When can we stop wondering what Banksy looks like?
A paparazzo supposedly unmasks Banksy with a series of blurry photos. Relax. This happens all the time
By Adam Clark EstesTopics: Exit Through the Gift Shop, News
Banksy caused a stir in Los Angeles last week when a number of pieces attributed to the artist started showing around town in the days preceding the Oscars. From a cocktail-slurping Mickey Mouse flirting with a model to a child aiming a crayon-loaded machine gun, the new graffiti bore Banksy’s trademark style and tone.
But one other work stood out: the slogan “This looks a bit like an elephant” emblazoned on a rusty gas tank on a hillside in Santa Monica. Not long after, a series of blurry photographs showing a scruffy white man wearing a green hat pulled low over his eyes, a T-shirt and sneakers surfaced online with much fanfare. Then came the headlines:
- Is this Banksy? Elusive graffiti artist caught on camera in Santa Monica
- Is this a picture of Banksy in LA?
- Has Banksy Finally Been Photographed?
Quick answer: It might be Banksy. Banksy’s name is almost always preceded by words like “elusive,” and despite his being referred to as Britain’s Andy Warhol, very few people know the true identity of the artist. So when a blog posts a photo of a scruffy, white guy with a hat hiding his face, it must be a big deal because everybody really wants to know Banksy’s true identity. Right?

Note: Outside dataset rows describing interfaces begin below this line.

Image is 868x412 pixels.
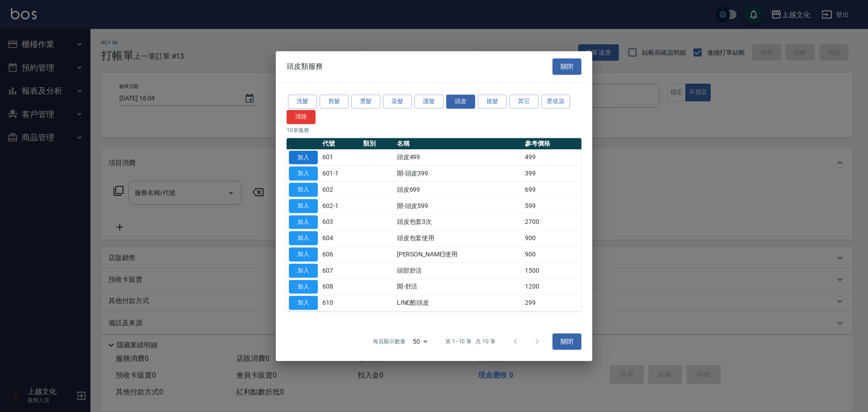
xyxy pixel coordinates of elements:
[395,231,523,247] td: 頭皮包套使用
[523,182,581,198] td: 699
[510,95,539,109] button: 其它
[523,247,581,263] td: 900
[523,198,581,214] td: 599
[409,329,431,354] div: 50
[373,338,405,346] p: 每頁顯示數量
[523,214,581,231] td: 2700
[395,279,523,295] td: 開-舒活
[395,247,523,263] td: [PERSON_NAME]使用
[361,138,395,150] th: 類別
[352,95,380,109] button: 燙髮
[553,59,581,75] button: 關閉
[288,95,317,109] button: 洗髮
[320,262,361,279] td: 607
[415,95,443,109] button: 護髮
[320,247,361,263] td: 606
[287,62,323,71] span: 頭皮類服務
[541,95,570,109] button: 燙或染
[446,95,476,109] button: 頭皮
[289,167,318,181] button: 加入
[553,333,581,350] button: 關閉
[320,198,361,214] td: 602-1
[395,214,523,231] td: 頭皮包套3次
[320,166,361,182] td: 601-1
[289,199,318,213] button: 加入
[395,150,523,166] td: 頭皮499
[289,150,318,165] button: 加入
[478,95,507,109] button: 接髮
[320,279,361,295] td: 608
[289,215,318,229] button: 加入
[287,110,315,124] button: 清除
[523,231,581,247] td: 900
[289,231,318,245] button: 加入
[395,295,523,312] td: LINE酷頭皮
[523,279,581,295] td: 1200
[383,95,412,109] button: 染髮
[289,183,318,197] button: 加入
[395,138,523,150] th: 名稱
[523,262,581,279] td: 1500
[446,338,496,346] p: 第 1–10 筆 共 10 筆
[523,138,581,150] th: 參考價格
[320,295,361,312] td: 610
[395,262,523,279] td: 頭部舒活
[289,264,318,278] button: 加入
[320,214,361,231] td: 603
[523,166,581,182] td: 399
[320,138,361,150] th: 代號
[287,127,581,134] p: 10 筆服務
[395,182,523,198] td: 頭皮699
[289,248,318,262] button: 加入
[395,166,523,182] td: 開-頭皮399
[320,150,361,166] td: 601
[289,296,318,310] button: 加入
[523,150,581,166] td: 499
[395,198,523,214] td: 開-頭皮599
[320,95,348,109] button: 剪髮
[523,295,581,312] td: 299
[289,280,318,294] button: 加入
[320,231,361,247] td: 604
[320,182,361,198] td: 602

But the truth is, we don’t really want to know who Banksy is. It’s inevitably much more fun to think of some masked Warhol biting his thumb at the mainstream art world and taking the mystique of an anonymous graffiti tag to its inevitable conclusion. Banksy is everywhere and nowhere at the same time.

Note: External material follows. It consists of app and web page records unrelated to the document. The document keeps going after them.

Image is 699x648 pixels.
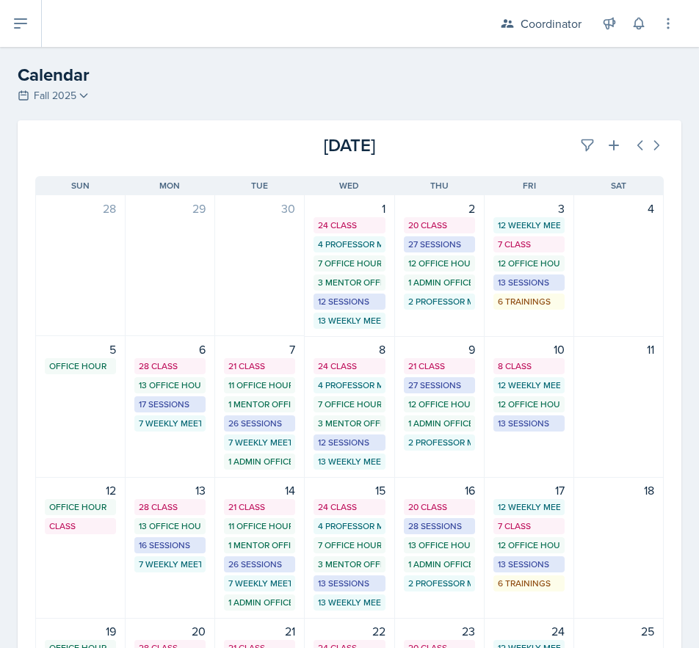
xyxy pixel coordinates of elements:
[498,520,560,533] div: 7 Class
[49,520,112,533] div: Class
[134,623,206,640] div: 20
[318,219,380,232] div: 24 Class
[228,379,291,392] div: 11 Office Hours
[498,398,560,411] div: 12 Office Hours
[498,379,560,392] div: 12 Weekly Meetings
[49,360,112,373] div: Office Hour
[139,417,201,430] div: 7 Weekly Meetings
[224,623,295,640] div: 21
[408,257,471,270] div: 12 Office Hours
[318,238,380,251] div: 4 Professor Meetings
[318,558,380,571] div: 3 Mentor Office Hours
[228,577,291,590] div: 7 Weekly Meetings
[404,200,475,217] div: 2
[228,539,291,552] div: 1 Mentor Office Hour
[224,200,295,217] div: 30
[408,219,471,232] div: 20 Class
[134,341,206,358] div: 6
[583,482,654,499] div: 18
[139,360,201,373] div: 28 Class
[45,623,116,640] div: 19
[408,238,471,251] div: 27 Sessions
[228,360,291,373] div: 21 Class
[493,341,565,358] div: 10
[34,88,76,104] span: Fall 2025
[314,341,385,358] div: 8
[139,501,201,514] div: 28 Class
[228,398,291,411] div: 1 Mentor Office Hour
[318,276,380,289] div: 3 Mentor Office Hours
[224,482,295,499] div: 14
[318,295,380,308] div: 12 Sessions
[408,417,471,430] div: 1 Admin Office Hour
[498,238,560,251] div: 7 Class
[498,257,560,270] div: 12 Office Hours
[318,455,380,469] div: 13 Weekly Meetings
[318,257,380,270] div: 7 Office Hours
[228,520,291,533] div: 11 Office Hours
[408,295,471,308] div: 2 Professor Meetings
[139,558,201,571] div: 7 Weekly Meetings
[318,520,380,533] div: 4 Professor Meetings
[139,398,201,411] div: 17 Sessions
[318,539,380,552] div: 7 Office Hours
[339,179,359,192] span: Wed
[318,501,380,514] div: 24 Class
[408,398,471,411] div: 12 Office Hours
[318,417,380,430] div: 3 Mentor Office Hours
[228,417,291,430] div: 26 Sessions
[318,360,380,373] div: 24 Class
[139,539,201,552] div: 16 Sessions
[318,436,380,449] div: 12 Sessions
[228,558,291,571] div: 26 Sessions
[408,436,471,449] div: 2 Professor Meetings
[583,341,654,358] div: 11
[139,520,201,533] div: 13 Office Hours
[45,200,116,217] div: 28
[228,501,291,514] div: 21 Class
[318,379,380,392] div: 4 Professor Meetings
[251,179,268,192] span: Tue
[318,577,380,590] div: 13 Sessions
[498,577,560,590] div: 6 Trainings
[498,219,560,232] div: 12 Weekly Meetings
[404,623,475,640] div: 23
[18,62,681,88] h2: Calendar
[498,558,560,571] div: 13 Sessions
[583,200,654,217] div: 4
[498,360,560,373] div: 8 Class
[45,482,116,499] div: 12
[318,314,380,328] div: 13 Weekly Meetings
[583,623,654,640] div: 25
[404,482,475,499] div: 16
[498,295,560,308] div: 6 Trainings
[318,596,380,610] div: 13 Weekly Meetings
[498,417,560,430] div: 13 Sessions
[228,455,291,469] div: 1 Admin Office Hour
[498,276,560,289] div: 13 Sessions
[404,341,475,358] div: 9
[49,501,112,514] div: Office Hour
[245,132,454,159] div: [DATE]
[314,623,385,640] div: 22
[493,482,565,499] div: 17
[523,179,536,192] span: Fri
[408,520,471,533] div: 28 Sessions
[408,501,471,514] div: 20 Class
[430,179,449,192] span: Thu
[314,482,385,499] div: 15
[139,379,201,392] div: 13 Office Hours
[611,179,626,192] span: Sat
[408,379,471,392] div: 27 Sessions
[134,200,206,217] div: 29
[408,276,471,289] div: 1 Admin Office Hour
[408,577,471,590] div: 2 Professor Meetings
[228,596,291,610] div: 1 Admin Office Hour
[318,398,380,411] div: 7 Office Hours
[159,179,180,192] span: Mon
[493,200,565,217] div: 3
[314,200,385,217] div: 1
[228,436,291,449] div: 7 Weekly Meetings
[493,623,565,640] div: 24
[224,341,295,358] div: 7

We’ve had alleged photos of Banksy for years. Here are a couple of older pictures of the artist:

(still from Si Mitchell’s documentary “Boom or Bust” via Gawker)

(image via Daily Mail)
After a number of failed attempts by major magazines like the New Yorker and Esquire to unmask the artist, the Daily Mail capped off a year-long investigation in July 2008 with a doozy of a headline: “Graffiti artist Banksy unmasked.”
Banksy’s real name is Robin Gunningham, according to the Daily Mail. Now internationally famous for his countercultural and sometimes anarchic bend, Banksy actually grew up in an affluent suburb near Bristol and attended private school. The boy showed a natural talent for art, became involved in the local graffiti scene, and eventually dropped off the map around the time that Banksy began to gain notoriety. The Banksy camp neither confirmed nor denied the results of the Daily Mail’s story, and Banksy’s alleged parents coyly denied they had a son to the reporter. But what makes the claim believable is the original clue: a photo of the real Banksy.

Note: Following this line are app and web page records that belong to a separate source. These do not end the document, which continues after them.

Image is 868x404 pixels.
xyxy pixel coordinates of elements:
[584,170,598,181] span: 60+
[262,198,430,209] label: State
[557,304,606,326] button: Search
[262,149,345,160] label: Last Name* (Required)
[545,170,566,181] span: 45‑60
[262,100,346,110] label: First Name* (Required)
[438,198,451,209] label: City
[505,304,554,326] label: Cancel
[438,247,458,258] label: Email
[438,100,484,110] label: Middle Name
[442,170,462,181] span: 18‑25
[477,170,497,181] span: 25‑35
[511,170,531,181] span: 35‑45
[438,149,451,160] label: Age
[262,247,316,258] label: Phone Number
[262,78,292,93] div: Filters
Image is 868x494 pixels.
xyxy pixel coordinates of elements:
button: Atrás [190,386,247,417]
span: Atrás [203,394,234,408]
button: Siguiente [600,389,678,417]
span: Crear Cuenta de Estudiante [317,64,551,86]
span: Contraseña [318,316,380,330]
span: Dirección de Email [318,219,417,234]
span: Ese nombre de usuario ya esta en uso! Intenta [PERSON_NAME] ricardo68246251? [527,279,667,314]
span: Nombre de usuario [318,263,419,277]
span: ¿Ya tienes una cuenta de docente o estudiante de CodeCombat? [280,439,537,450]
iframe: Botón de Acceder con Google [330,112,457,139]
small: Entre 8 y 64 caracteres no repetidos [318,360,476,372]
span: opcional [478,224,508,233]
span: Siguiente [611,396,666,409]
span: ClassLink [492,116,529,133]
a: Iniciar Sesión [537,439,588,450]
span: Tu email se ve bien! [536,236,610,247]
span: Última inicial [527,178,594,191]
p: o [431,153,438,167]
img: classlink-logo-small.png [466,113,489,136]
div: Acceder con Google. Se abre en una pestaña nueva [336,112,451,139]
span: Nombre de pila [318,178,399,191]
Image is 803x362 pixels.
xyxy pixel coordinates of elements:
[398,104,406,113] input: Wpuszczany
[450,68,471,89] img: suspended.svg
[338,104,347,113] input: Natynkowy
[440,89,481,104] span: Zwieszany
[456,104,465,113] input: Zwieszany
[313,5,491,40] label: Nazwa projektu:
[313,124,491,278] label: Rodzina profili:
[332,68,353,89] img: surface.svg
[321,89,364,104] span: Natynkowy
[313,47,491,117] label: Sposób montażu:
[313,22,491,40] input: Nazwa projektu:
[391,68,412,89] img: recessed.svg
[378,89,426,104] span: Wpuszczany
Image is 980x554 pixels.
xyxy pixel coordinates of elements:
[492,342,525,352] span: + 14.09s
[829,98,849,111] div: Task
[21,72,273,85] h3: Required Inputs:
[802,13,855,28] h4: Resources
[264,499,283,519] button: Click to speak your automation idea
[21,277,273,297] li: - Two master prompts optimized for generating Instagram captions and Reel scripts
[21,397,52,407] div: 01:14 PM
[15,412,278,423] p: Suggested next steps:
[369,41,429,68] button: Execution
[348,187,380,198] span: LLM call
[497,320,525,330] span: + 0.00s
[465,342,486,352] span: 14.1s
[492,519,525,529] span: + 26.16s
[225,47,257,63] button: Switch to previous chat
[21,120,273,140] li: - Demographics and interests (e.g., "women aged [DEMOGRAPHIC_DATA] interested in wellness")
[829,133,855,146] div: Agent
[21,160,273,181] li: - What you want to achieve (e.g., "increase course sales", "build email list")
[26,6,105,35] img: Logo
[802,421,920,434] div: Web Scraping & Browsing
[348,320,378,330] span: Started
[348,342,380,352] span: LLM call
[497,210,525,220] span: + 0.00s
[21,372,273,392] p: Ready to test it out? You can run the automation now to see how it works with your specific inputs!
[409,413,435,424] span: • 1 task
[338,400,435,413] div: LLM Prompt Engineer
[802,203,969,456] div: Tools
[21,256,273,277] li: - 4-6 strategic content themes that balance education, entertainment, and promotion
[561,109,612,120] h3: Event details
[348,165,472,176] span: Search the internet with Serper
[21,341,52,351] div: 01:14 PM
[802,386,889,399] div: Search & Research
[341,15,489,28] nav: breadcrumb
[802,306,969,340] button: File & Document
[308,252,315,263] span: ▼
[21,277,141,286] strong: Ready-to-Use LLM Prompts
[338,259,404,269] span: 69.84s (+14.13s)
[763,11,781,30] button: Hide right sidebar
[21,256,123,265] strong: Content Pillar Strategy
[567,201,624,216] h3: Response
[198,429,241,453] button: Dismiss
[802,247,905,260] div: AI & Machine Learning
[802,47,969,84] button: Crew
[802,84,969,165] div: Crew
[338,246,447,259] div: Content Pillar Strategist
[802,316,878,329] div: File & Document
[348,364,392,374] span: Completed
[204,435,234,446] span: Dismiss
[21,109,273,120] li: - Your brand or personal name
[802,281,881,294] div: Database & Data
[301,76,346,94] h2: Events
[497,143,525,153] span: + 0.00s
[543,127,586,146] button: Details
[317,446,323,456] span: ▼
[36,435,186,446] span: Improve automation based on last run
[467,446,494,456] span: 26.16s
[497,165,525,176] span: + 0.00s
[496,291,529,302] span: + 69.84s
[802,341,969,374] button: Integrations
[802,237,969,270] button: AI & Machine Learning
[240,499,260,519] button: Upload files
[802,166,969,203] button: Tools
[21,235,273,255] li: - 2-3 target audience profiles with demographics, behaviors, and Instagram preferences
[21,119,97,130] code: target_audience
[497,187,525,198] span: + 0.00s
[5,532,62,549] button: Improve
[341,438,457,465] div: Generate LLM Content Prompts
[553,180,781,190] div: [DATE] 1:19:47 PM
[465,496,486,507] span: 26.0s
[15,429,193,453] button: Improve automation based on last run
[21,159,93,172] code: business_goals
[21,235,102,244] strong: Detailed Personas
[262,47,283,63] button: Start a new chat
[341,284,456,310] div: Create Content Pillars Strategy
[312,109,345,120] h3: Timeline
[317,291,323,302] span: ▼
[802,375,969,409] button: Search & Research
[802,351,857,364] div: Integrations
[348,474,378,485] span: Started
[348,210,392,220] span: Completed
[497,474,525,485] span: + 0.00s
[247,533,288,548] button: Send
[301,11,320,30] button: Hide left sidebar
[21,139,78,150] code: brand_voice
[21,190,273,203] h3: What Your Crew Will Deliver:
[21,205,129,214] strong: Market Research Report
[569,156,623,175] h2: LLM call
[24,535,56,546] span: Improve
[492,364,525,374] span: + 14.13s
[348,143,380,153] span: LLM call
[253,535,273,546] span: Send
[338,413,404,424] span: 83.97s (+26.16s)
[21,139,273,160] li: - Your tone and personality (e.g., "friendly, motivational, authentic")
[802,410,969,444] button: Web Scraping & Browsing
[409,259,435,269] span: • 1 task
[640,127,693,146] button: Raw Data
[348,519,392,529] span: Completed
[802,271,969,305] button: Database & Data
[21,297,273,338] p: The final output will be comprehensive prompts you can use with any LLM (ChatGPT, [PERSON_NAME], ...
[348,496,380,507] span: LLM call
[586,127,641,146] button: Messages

Like all the photos of the “real” Banksy, the image matches the descriptions of the artist printed by the rare few who’ve interviewed someone claiming to be Banksy.
The Guardian provided some of the most specific details in one of the earliest interviews with Banksy in July 2003:
Bansky is white, 28, scruffy casual – jeans, T-shirt, a silver tooth, silver chain and silver earring. He looks like a cross between Jimmy Nail and Mike Skinner of the Streets.
The New Yorker used hearsay in its 2007 profile:
Joel Unangst, who had the nearly unprecedented experience of meeting Banksy last year, in Los Angeles, when the artist rented a warehouse from him for an exhibition, can confirm that Banksy often dresses in a T-shirt, shorts, and sneakers.
The Daily Mail ran its version of the “first interview with the world’s most elusive artist” a year later:
He’s the only man in this dirty, poisonous little road beneath London’s Waterloo Station that nobody refers to by name. They just come up to him, ask a quick question and then scuttle off. He’s tall and well built with slightly shabby hair.
The photos peppered in these pieces matched other “Banksy unmasked” type articles. Most feature the now famous photo from Jamaica of a scruffy man wearing sneakers and a T-shirt smiling slightly and standing next to a can of spray paint. Gawker claimed to have uncovered a profile of Banksy used by fellow street artist Mister Aitch to create a print. Same silver earring, unshaven face, dark hair, T-shirt.

(image via Gawker)
But the deeper you dig, the more you realize that Banksy looks like every man — especially the young street art lovers in Los Angeles — which brings us back to the latest Banksy unmasking photo. The quote on the side refers to a star-studded 2006 solo show in Los Angeles that starred a graffiti’d elephant and served as Banky debutante moment in Hollywood.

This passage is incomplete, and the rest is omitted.